To better understand what these economists think, please see a very readable interview with Mike Munger, a Duke University economist as published by the Pope Center.
Why the Hurry? Can’t We Just Talk About It?
Perhaps the biggest, and increasingly obvious, reason is that the economic destruction bill is as much (or more) about imposing a socialist system on America as it is about government spending. Buried in this unfathomable mountain of spending are some of the greatest leaps towards socialism in the history of our republic. If the socialists in Congress and the White House can sneak this bill through under the guise of an economic emergency, thereby preventing serious consideration and debate, they will have pulled off an amazing political coup.
Lest you think these are the rantings of a right-wing nut, take a moment to read these comments from New York City’s former mayor Ed Koch, himself a lifelong liberal Democrat.
“While I support the ultimate [socialist] goals of the new Democratic congressional majority for significant changes in our society, I do not want those changes imposed through stealth. I want them debated and voted on by a Congress able to sort out the good from the bad in shaping legislation. That is not what is happening now. According to Pear’s New York Times article,
‘Democrats said the current economic crisis did not allow time for public hearings on the legislation.’ For me, this is a form of tyranny and is not acceptable. The ends here do not justify the means. There is no need or excuse for stealth.”
What Kind of Stealth Provisions
Unfortunately, the list is really, really long. Here is a very small sampling, but by researching online, even for just a few minutes, you will find these and countless other stealth provisions.
- Anti-religious measures, preventing stimulus funds to be used if a school allows religious activities in a building.
- Massive increases in government health coverage.
- Government power to monitor how a doctor is treating his patients and the ability to dictate which treatments may be used.
- Rationing of health care to those the government deems most deserving.
- Massive support and funding of unions and socio-economically preferred citizens.
- Doubling of the budget for the Department of Education, greatly expanding their power over states and communities.
- Sponsorship of radical environmental efforts.
- Nationalization of businesses and industries (also part of the broader “rescue” efforts).
- Support of radical “community activist” groups.
Do the Liberals Realize What they are Doing?
Probably not all of them. Our citizenry is horrendously ignorant of economic principles. The same is probably doubly true of our sitting Congress. Your average, run-of-the-mill liberal/progressive is probably blissfully ignorant of what is happening and the likely consequences. These are still basking in the elevation of their anointed one. But, some are clearly catching on. Even so, the socialists in the government are clearly aware and are aggressively pressing forward.

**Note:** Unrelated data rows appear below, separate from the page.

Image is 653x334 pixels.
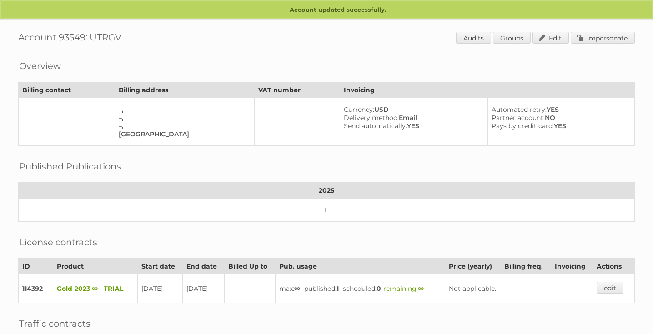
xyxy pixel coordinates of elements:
th: Start date [138,259,183,275]
strong: 1 [337,285,339,293]
td: Not applicable. [445,275,593,303]
th: ID [19,259,53,275]
div: USD [344,106,481,114]
div: Email [344,114,481,122]
span: Automated retry: [492,106,547,114]
td: [DATE] [183,275,224,303]
td: max: - published: - scheduled: - [275,275,445,303]
h1: Account 93549: UTRGV [18,32,635,45]
th: Pub. usage [275,259,445,275]
th: Billing address [115,82,254,98]
th: VAT number [254,82,340,98]
td: – [254,98,340,146]
a: Impersonate [571,32,635,44]
td: Gold-2023 ∞ - TRIAL [53,275,138,303]
div: –, [119,114,247,122]
h2: Overview [19,59,61,73]
th: Price (yearly) [445,259,501,275]
div: YES [492,106,627,114]
th: Billed Up to [224,259,275,275]
span: Partner account: [492,114,545,122]
strong: 0 [377,285,381,293]
div: [GEOGRAPHIC_DATA] [119,130,247,138]
td: [DATE] [138,275,183,303]
div: YES [492,122,627,130]
strong: ∞ [294,285,300,293]
a: edit [597,282,624,294]
h2: Traffic contracts [19,317,91,331]
span: Send automatically: [344,122,407,130]
h2: Published Publications [19,160,121,173]
th: Invoicing [551,259,593,275]
div: –, [119,122,247,130]
span: Pays by credit card: [492,122,554,130]
strong: ∞ [418,285,424,293]
span: Currency: [344,106,374,114]
th: Product [53,259,138,275]
span: Delivery method: [344,114,399,122]
th: Invoicing [340,82,635,98]
div: –, [119,106,247,114]
span: remaining: [383,285,424,293]
td: 1 [19,199,635,222]
td: 114392 [19,275,53,303]
h2: License contracts [19,236,97,249]
a: Groups [493,32,531,44]
a: Edit [533,32,569,44]
div: NO [492,114,627,122]
div: YES [344,122,481,130]
th: Actions [593,259,635,275]
p: Account updated successfully. [0,0,653,20]
th: End date [183,259,224,275]
th: 2025 [19,183,635,199]
a: Audits [456,32,491,44]
th: Billing freq. [500,259,551,275]
th: Billing contact [19,82,115,98]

The State of New Hampshire (no conservative bastion there) has been woken from its slumber and just passed a defiant joint resolution warning the federal government, in no uncertain terms, to back off and stay within the bounds the Constitution has firmly planted around it. They see this federal power grab for what it is and are taking aggressive action. The legislature has directed a copy of this resolution be sent to the President of the United States, each member of the United States Congress, and the presiding officers of each State’s legislature. This is a call to action and a hissing threat of “do not tread on me” that we should all embrace and champion.